April/May priorities: (Richard) See them all in Confluence.
GR releases (Heather) Note that improvement in the v13r11 series have already been propagated to v14rX. We apparently need some features from the latest astro but not all. (Toby) has already made a suitable branch tag. It includes code to intercept ill-formed quaternions and throw an exception, but disables the Swig module.
(Heather) has made a Confluence page to keep track of requests to upgrade packages for one or another of the GR branches. If you have such a request, add a comment to the page mentioning packages to be upgraded, tags for the packages, the branch (e.g. L1, Big Run, main development branch), and a reason for the request. Some day it would be nice to have something spiffier which will scale better, but this should reduce confusion considerably.
Pass 6 reprocessing (Richard) Tom pushed the button and.. (Tom) out of 1000 jobs, 340 crashed. This appears to be due to the nature of these particular jobs and in particular their impact on xrootd. Each one needs to read 100 merit files, 100 digi and 100 recon. (Richard) These jobs were reading the data directly from xrootd. One tactic used in the past which could be tried here would be to write them to local disk.
(Tom) The list of file paths is passed to the program as the value of an environment variable. Somewhere around 100 files this gets to be too long. Could change the implementation to write the list to a file rather than setting an environment variable.
Science Tools : (Eric W.) mentioned the following which concern releases he makes of Science Tools for distribution by GSSC:
Seth then went through the Science Tools Update for May 6th.

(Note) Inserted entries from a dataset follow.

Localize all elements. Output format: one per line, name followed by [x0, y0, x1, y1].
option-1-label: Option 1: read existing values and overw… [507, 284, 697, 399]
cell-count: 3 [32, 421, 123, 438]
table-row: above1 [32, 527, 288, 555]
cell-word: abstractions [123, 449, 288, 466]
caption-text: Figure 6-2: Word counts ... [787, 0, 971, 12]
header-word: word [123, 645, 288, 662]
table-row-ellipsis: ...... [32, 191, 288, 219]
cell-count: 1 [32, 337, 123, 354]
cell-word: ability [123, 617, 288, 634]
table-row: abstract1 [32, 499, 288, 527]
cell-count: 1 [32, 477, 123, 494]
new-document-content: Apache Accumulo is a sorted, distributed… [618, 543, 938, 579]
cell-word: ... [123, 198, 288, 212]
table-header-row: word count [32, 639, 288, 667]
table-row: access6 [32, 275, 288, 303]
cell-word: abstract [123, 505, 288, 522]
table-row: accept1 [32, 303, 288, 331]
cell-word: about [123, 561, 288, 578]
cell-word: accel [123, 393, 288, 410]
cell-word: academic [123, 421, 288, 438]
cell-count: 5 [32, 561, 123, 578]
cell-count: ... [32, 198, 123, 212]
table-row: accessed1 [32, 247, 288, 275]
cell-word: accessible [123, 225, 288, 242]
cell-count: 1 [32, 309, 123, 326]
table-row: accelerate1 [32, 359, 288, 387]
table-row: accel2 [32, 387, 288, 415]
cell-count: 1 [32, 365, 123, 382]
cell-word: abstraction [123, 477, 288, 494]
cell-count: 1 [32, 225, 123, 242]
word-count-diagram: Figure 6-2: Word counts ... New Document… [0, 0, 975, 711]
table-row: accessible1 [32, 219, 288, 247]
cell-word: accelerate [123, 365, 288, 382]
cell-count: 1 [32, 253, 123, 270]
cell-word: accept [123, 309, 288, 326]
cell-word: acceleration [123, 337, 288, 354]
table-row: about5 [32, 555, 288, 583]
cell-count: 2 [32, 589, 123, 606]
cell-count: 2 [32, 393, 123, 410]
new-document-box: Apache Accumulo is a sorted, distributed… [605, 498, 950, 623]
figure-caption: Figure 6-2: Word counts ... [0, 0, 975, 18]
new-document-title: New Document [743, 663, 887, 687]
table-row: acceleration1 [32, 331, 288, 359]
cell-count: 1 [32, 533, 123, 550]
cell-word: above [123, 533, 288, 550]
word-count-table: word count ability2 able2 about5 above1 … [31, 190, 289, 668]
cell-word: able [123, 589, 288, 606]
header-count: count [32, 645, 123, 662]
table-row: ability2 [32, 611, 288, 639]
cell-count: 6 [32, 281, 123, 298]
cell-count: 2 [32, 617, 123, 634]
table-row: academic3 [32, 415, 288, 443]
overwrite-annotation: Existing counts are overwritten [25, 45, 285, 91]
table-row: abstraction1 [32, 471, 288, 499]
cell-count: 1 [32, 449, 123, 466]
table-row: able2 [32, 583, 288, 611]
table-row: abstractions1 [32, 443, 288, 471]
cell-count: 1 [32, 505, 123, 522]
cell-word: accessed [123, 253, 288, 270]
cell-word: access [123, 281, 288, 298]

Data handling: (Dan) On Friday we reviewed how the newest version of the Pipeline II software was performing in DEV and TEST and decided that it was stable and performant enough to warrant moving it to PROD. Version 1.1.1 of the Pipeline software was installed into PROD Friday afternoon. The release included major performance enhancements in the stored procedures which handle process state-transitions and dependency evaluation. I have since been monitoring Oracle and accepting some of its recommendations to alter query execution plans to be more efficient. [thanks to Dan for this report]
Documentation: (Chuck) The next newsletter is underway as well as continuing work on How-to-fix. There are recent additions in the critical Applications section for FASTCopy incoming and FASTCopy outgoing. Tony Johnson is making a list.. (Richard) The goal is to monitor systems and detect incipient problems before melt-down. For example, we'll start pinging collaborator sites so we have early warning of network failures.
Skimmer (David C.) is investigating a problem Tom reported. It may require some consultation with ROOT experts.
New RM, SCons (Emmanuel) has been working on Mac SCons builds of Science Tools. He ran into one problem with an undefined environment variable which he was able to work around, but now there is a problem loading a library. (Eric W.) has successfully built Science Tools for GSSC for Mac, bot Intel and PowerPC hardware, and remembers encountering (and overcoming) problems similar to what Emmanuel describes. They will will be in touch.
(Navid) The new RM builds on Windows are now working. There are still some unit test failures but they also show up on Linux. He has managed to avoid hangs due to a dialog window popping up in batch jobs but the new behavior is far from ideal: the job fails with no output in the log file, hence no way to know what went wrong. His next item of business is to bring up the new version of SCons which has some desirable features.
gcc feature (Toby) A use of the string "bitor" as the name of an iterator caused the gcc compile to go haywire. Apparently "bitor" (and several other strings, like "or", "and", "bitand", etc.) are defined in the file iso646.h. [According to the Wikipedia entry it isn't even necessary to include the file; these strings are already keywords in ISO C++. ed.]
Studio oddity (Richard) was disconcerted during a debugging session when the file displayed did not match the code he was stepping through. The actual class was FileSpectrum, but the file displayed was for another class, Filespectrum [or do I have that backwards?]. Presumably Studio is using standard services, insensitive to case, to find the file and is finding the wrong file first. (Heather) Could we disambiguate with namespaces? (Jim) Other constraints prevent this. However, one of these classes is obsolete; we could just eliminate it altogether.